━━━━━ Input data ━━━━━

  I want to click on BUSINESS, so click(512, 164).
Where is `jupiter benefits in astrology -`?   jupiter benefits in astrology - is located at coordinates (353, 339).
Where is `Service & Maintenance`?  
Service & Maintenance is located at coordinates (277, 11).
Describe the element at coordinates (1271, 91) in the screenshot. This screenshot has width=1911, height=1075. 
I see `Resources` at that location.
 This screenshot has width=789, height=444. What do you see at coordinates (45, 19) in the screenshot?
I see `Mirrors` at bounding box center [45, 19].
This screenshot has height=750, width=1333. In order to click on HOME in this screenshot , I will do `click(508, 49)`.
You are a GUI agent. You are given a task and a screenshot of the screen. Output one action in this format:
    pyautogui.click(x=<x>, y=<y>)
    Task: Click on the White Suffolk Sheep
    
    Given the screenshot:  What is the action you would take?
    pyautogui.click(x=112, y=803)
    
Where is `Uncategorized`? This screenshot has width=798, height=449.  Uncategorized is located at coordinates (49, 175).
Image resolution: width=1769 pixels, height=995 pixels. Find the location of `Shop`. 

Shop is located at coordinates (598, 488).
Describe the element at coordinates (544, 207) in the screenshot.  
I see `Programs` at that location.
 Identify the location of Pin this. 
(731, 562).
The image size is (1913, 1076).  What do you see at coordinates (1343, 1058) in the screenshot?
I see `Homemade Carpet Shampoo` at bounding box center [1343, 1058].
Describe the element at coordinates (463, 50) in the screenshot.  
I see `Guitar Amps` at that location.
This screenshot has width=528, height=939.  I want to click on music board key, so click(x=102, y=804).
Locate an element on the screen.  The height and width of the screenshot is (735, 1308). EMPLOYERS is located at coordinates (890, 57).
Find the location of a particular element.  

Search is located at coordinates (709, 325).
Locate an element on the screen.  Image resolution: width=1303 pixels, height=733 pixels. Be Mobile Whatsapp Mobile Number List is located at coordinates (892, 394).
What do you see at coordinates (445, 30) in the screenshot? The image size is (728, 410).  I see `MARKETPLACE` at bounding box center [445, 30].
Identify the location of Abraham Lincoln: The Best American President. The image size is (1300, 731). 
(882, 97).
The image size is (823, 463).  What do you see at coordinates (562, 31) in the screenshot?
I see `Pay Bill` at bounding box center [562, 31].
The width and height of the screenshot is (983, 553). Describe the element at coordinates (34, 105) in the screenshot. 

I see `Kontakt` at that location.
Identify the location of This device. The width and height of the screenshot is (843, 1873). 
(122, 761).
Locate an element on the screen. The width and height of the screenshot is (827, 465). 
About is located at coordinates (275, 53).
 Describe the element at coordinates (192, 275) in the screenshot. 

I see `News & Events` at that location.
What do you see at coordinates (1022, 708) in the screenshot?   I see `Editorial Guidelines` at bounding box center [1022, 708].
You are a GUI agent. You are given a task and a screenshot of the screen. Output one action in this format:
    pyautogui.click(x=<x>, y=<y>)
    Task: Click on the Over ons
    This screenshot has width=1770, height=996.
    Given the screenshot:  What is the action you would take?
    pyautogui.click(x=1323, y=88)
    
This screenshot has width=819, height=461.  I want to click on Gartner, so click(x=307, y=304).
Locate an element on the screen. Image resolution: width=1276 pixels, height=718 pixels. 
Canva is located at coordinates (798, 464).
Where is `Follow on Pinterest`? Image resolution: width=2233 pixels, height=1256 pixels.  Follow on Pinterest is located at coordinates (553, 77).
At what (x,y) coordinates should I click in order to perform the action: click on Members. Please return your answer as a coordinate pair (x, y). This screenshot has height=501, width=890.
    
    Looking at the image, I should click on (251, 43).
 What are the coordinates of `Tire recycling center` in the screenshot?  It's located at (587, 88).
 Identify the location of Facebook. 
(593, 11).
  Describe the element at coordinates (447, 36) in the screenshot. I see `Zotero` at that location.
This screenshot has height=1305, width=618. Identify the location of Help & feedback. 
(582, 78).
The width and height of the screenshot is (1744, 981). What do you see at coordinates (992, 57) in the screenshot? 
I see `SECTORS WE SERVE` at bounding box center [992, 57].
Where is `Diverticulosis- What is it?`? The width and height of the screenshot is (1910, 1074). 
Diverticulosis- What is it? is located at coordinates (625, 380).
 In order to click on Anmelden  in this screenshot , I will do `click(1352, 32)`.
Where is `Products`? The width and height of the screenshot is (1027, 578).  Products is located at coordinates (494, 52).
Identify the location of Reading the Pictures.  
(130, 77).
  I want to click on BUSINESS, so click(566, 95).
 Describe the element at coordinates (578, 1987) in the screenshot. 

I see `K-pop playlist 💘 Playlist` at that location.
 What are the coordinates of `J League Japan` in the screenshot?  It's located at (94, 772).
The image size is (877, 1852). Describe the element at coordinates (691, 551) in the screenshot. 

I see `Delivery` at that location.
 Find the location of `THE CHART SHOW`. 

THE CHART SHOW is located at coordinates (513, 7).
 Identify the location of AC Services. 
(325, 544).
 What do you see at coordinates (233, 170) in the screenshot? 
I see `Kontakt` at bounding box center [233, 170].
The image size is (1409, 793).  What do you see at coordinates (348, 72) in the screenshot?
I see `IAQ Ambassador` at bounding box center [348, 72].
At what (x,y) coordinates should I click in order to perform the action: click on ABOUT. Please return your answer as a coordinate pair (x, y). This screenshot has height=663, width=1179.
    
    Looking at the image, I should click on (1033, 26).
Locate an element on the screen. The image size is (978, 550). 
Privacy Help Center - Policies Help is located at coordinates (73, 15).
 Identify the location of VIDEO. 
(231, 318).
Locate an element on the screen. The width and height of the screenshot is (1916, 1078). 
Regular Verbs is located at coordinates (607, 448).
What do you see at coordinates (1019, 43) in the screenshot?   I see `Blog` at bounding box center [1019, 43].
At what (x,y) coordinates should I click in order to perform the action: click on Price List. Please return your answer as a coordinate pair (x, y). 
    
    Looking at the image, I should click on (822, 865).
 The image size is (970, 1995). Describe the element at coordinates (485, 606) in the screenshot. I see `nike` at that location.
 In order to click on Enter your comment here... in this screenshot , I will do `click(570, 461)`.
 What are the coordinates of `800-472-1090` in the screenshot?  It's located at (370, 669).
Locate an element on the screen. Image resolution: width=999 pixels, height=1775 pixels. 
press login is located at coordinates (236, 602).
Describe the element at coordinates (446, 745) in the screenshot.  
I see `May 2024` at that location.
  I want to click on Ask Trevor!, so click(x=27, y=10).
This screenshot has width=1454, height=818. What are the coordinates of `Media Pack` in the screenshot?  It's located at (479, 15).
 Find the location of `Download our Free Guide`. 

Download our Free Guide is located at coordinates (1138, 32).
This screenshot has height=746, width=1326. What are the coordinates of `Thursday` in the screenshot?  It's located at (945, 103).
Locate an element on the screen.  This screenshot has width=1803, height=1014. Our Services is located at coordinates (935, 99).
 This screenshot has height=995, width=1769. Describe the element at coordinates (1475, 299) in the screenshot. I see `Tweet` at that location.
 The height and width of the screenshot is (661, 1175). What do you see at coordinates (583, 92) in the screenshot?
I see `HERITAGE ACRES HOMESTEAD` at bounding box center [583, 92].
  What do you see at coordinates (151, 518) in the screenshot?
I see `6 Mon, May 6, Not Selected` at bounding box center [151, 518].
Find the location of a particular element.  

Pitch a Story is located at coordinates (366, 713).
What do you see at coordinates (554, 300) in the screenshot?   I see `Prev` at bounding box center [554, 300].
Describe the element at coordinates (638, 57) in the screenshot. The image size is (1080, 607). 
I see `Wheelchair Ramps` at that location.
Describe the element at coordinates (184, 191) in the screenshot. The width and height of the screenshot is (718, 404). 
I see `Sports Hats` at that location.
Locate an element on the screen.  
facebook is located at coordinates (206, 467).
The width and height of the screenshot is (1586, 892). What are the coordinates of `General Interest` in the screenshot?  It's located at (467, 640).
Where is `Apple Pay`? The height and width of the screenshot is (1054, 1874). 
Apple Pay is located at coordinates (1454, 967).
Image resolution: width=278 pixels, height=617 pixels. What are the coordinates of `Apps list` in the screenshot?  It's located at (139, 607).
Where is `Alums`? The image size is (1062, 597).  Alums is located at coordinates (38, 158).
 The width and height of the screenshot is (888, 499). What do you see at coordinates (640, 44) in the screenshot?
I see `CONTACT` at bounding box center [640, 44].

━━━━━

» Exercise description
Return only the part of the records above that opens with the line containing "is (1054, 1874)." and closes with the line containing "Image resolution: width=278", ends included.

» Response to the exercise
Where is `Apple Pay`? The height and width of the screenshot is (1054, 1874). 
Apple Pay is located at coordinates (1454, 967).
Image resolution: width=278 pixels, height=617 pixels. What are the coordinates of `Apps list` in the screenshot?  It's located at (139, 607).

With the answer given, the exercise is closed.